Residual networks gain predictive power in resolving quartet trees through training. (a) Cross-entropy loss (a measure of error; see Materials and Methods) of the predictors on corresponding training and validation data sets after each training epoch. Blue arrows indicate the predictors used in subsequent analyses, because these predictors have the lowest validation cross-entropy losses. (b) Performances of residual networks at sampled epochs on test data sets with normal trees and LBA trees, respectively. A dashed line indicates the best performance among the existing methods examined on normal trees (green) or LBA trees (purple), with the best performing method indicated below the dashed line.
<sc>Fig</sc>. 2.
Fig. 2.
Residual network predictors generally outperform existing methods on quartet trees with diverse properties.
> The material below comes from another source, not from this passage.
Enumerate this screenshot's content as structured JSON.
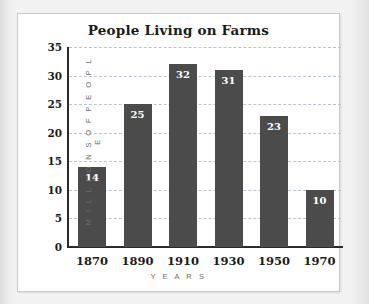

Numbers of correct inferences out of 1,000 trees are shown for different test data sets with (a) different ranges of branch lengths, (b) different ranges of amino acid sequence lengths, and (c) different levels of heterotachy.
<sc>Fig</sc>. 3.
Fig. 3.
Residual network predictors generally outperform existing methods on LBA trees with heterotachy. (a) A schematic quartet tree showing branch length notations. (b) A 3-D surface of mean DNN3 accuracies (also indicated by color) across all c/b levels in each subplot of panel (c), in the space of b levels and a/b levels. Circled numbers correspond to those in (c). (c) Proportions of 100 quartet trees correctly inferred by our predictors (shown by different colors) and the existing methods (shown by different gray symbols) under various combinations of the parameters b, a/b, and c/b. For each c/b level indicated on the X-axis, if a residual network predictor performs better than all existing methods, a pentagon of the corresponding color is drawn on the top of the panel.